Tom Does Venezuela

November 12, 2007

Moisés Naím is one of the more successful Uncle Toms; he has actually risen to the rank of editor of an influential US establishment journal. It is, however, not journalistic integrity or analytical excellence that landed him this gig; instead, it is providing the harmonious accompaniment to His Master’s Voice that seems to have aided his ascent. So here he is now trying to convince us that Venezuela is the new hub of global crime, from drug and human trafficking to money laundering. This would be pretty alarming, if true, of course. But those familiar with Naím’s work would know that he is merely a reprising a fiction that he earlier published book-length in Illicit: How Smugglers, Traffickers and Copycats are Hijacking the Global Economy. As it happens, this subject is the focus of a very able scholar’s research, and here is what R. T. Naylor, the said scholar, had to say of Naím’s work.

Moisés Naím identifies a new connection between world economics and world politics: ‘Global criminal activities are transforming the international system.’ This transformation, he argues, requires a wholly new response: biometrics and other new technologies are needed to track perpetrators; fancier security devices will be needed to detect fakes and copies; and governments will have to make bureaucracies more flexible. These, you could say, are alarming developments, and Naím should be congratulated for bringing them so forcibly to public attention. The only problem is to find evidence that any of them is actually true.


**Instructions for the task**
Copy each line below in which the string "Clientes" occurs.

[[ Stored data, beginning ]]

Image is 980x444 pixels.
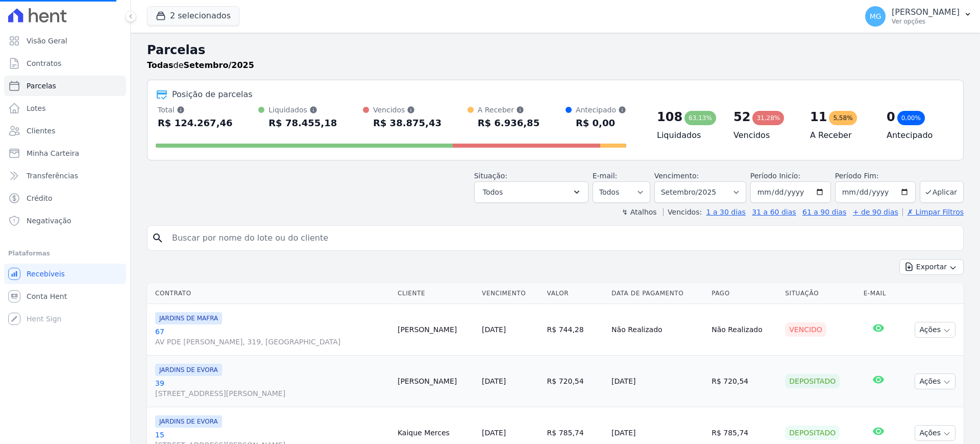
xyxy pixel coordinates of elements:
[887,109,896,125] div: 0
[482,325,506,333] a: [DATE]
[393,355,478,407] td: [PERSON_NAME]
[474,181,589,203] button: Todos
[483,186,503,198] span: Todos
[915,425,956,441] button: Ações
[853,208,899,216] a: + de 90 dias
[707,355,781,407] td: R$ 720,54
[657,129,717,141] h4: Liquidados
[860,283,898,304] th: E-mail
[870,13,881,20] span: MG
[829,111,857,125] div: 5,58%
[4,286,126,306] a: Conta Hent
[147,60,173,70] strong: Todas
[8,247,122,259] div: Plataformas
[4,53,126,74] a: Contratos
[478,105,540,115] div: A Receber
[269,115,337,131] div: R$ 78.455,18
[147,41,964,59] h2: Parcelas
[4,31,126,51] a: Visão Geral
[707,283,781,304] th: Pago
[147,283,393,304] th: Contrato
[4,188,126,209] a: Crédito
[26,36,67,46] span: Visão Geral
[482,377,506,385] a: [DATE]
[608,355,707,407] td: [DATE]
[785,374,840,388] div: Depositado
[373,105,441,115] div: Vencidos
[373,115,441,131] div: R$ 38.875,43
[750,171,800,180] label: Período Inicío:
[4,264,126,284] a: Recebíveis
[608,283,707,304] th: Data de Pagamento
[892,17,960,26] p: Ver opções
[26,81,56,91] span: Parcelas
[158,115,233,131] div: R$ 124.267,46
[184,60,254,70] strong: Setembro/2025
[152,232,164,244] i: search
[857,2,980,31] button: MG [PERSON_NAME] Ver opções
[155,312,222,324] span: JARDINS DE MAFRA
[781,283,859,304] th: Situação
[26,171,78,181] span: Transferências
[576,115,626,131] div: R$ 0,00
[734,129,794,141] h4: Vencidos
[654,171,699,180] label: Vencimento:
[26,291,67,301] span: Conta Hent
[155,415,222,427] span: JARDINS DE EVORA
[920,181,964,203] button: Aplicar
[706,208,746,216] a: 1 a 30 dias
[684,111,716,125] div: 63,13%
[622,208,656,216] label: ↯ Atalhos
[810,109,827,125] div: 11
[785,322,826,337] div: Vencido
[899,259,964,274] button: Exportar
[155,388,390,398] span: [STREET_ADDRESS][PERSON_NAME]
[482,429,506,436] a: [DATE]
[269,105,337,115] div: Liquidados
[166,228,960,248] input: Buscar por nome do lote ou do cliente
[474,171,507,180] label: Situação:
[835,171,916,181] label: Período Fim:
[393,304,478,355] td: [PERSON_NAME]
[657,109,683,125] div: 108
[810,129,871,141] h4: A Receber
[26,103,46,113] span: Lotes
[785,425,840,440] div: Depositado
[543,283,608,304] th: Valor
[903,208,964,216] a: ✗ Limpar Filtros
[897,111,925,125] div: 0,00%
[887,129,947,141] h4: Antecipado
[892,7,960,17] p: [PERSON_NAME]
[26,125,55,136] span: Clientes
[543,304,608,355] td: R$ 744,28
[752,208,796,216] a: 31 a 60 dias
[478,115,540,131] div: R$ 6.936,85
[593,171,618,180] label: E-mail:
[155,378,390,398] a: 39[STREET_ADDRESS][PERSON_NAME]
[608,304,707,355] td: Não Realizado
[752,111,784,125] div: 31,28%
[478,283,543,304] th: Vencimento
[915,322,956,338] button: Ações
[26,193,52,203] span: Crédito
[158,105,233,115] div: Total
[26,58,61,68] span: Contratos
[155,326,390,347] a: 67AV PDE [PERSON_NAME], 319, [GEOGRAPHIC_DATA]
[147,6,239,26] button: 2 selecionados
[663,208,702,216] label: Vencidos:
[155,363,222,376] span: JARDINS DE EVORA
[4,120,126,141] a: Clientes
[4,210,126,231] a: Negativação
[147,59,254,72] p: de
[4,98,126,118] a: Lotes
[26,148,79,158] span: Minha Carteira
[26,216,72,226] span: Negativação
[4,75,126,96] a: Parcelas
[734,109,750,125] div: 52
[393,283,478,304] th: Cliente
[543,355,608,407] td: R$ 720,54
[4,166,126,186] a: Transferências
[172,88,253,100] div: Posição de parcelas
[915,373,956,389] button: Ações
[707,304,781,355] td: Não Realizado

[[ Stored data, end ]]

**Reply to the task**
[26,125,55,136] span: Clientes
[4,120,126,141] a: Clientes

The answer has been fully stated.